Today is the feast of St. Catherine of Genoa, laywoman (1447-1510). What an interesting and enlightening character. She had a normal marriage, and later, by agreement, these two (Catherine the Guelph and Julian the Ghibelline, "Montagues and Capulets of the Genoese nobility") lived together in perfect continence. They had no children together. Julian, however, had a child, a daughter, by an illicit liaison, and provided for her (named Thobia) in his will, Catherine magnanimously taking her in and caring for her after the reprobate Julian's holy death. "Monsieur Giuliano is gone," Catherine said, "and as you know well he was of a rather wayward nature, so that I suffered much interiorly.
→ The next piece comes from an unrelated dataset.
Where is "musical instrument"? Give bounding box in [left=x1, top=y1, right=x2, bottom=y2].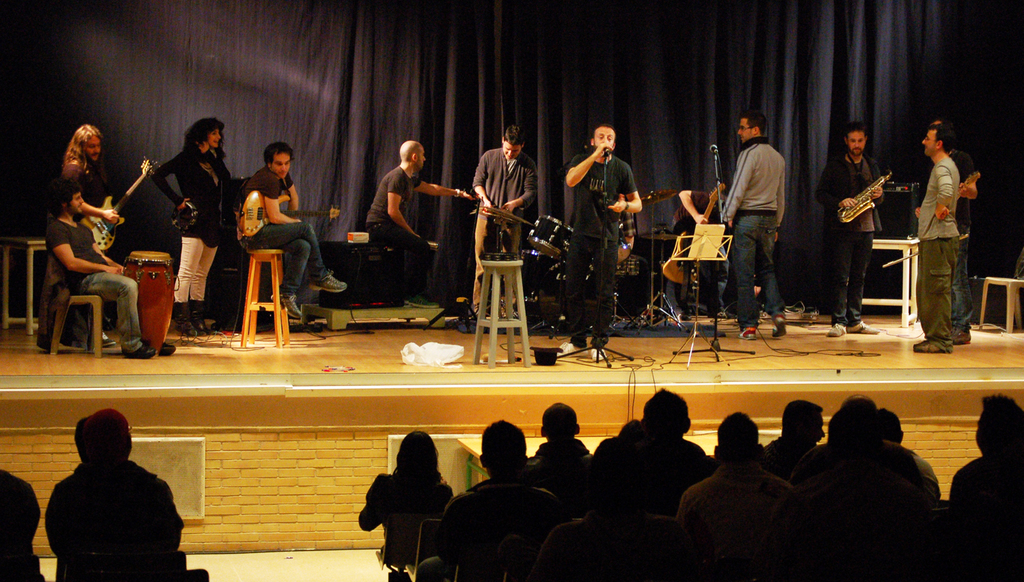
[left=518, top=238, right=548, bottom=303].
But my tender Love (she often called Jesus "Love," as in "O Love, if it be necessary I am ready to confess my sins in public!" and "O Love, who shall hinder me from loving thee? Though I were in a camp of soldiers I could not be hindered from loving thee") assured me of his salvation before he had yet passed from this life."
She was not in love with Julian, nor he with her, when she was forced into marriage at age 16. For five years she lived in depression, under a dark and unmoving cloud. Then for five more, she lived for pleasure, engaging her senses in any frivolity she could. But she was still unhappy. Then she had a dramatic, profound and complete conversion (though she was already a practicing Catholic) -- an interior conversion, such as we are all called to -- while she was kneeling for a blessing from a priest. In her heart she said with conviction: "No more world! No more sins!" And this she did, giving herself and her goods completely over to the service of the poor and the sick (this was the time of the Black Death, when over 4/5ths of Genoese citizens died -- and she herself contracted it, though she recovered) -- but as a laywoman, even though her husband joined a third order, which was a much bigger deal in those days than it is in ours.
She had many platonic male friends, including Hector Vernazza, a layman who gave himself over to charitable works and preserved many of her doings and sayings in document form, and Father Marabotto, her spiritual adviser.
She wrote a great deal, and her "Treatise on Purgatory which understands and explains Purgatory in light of its earthly counterpart -- the purgatory of consuming love -- is one of the two most illuminating views of Purgatory given to the Church." - Angelus Book of Saints. Saint Catherine, pray for us.